Unicode strings

Raku programs and strings are all in Unicode and operate at a grapheme abstraction level, which is agnostic to underlying encodings. (These are generally handled at program boundaries.) Opened files default to UTF-8 encoding. All Unicode character properties are in play, so any appropriate characters may be used as parts of identifiers, whitespace, or user-defined operators. For instance:

sub prefix:<∛> (\𝐕) { 𝐕 ** ⅓ }
say ∛27;  # prints 3

Non-Unicode strings are represented as Buf types rather than Str types, and Unicode operations may not be applied to Buf types without some kind of explicit conversion. Only ASCIIish operations are allowed on buffers.

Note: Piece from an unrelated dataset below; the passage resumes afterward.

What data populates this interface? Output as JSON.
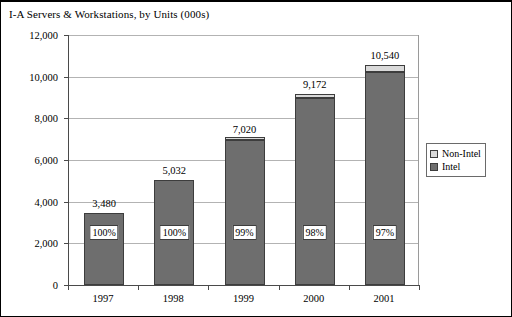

Raku tracks the Unicode consortium standards releases and is generally up to the latest standard within a few months or so of its release. (currently at 15.0 as of February 2023)

In general, it tries to make dealing with Unicode "just work".

Raku intends to support Unicode even better than Perl 5, which already does a great job in recent versions of accessing large swaths of Unicode spec. functionality. Raku improves on Perl 5 primarily by offering explicitly typed strings that always know which operations are sensical and which are not.

A very important distinctive characteristic of Raku to keep in mind is that it applies normalization (Unicode NFC form (Normalization Form Canonical)) automatically by default to all strings as showcased and explained on the String comparison page.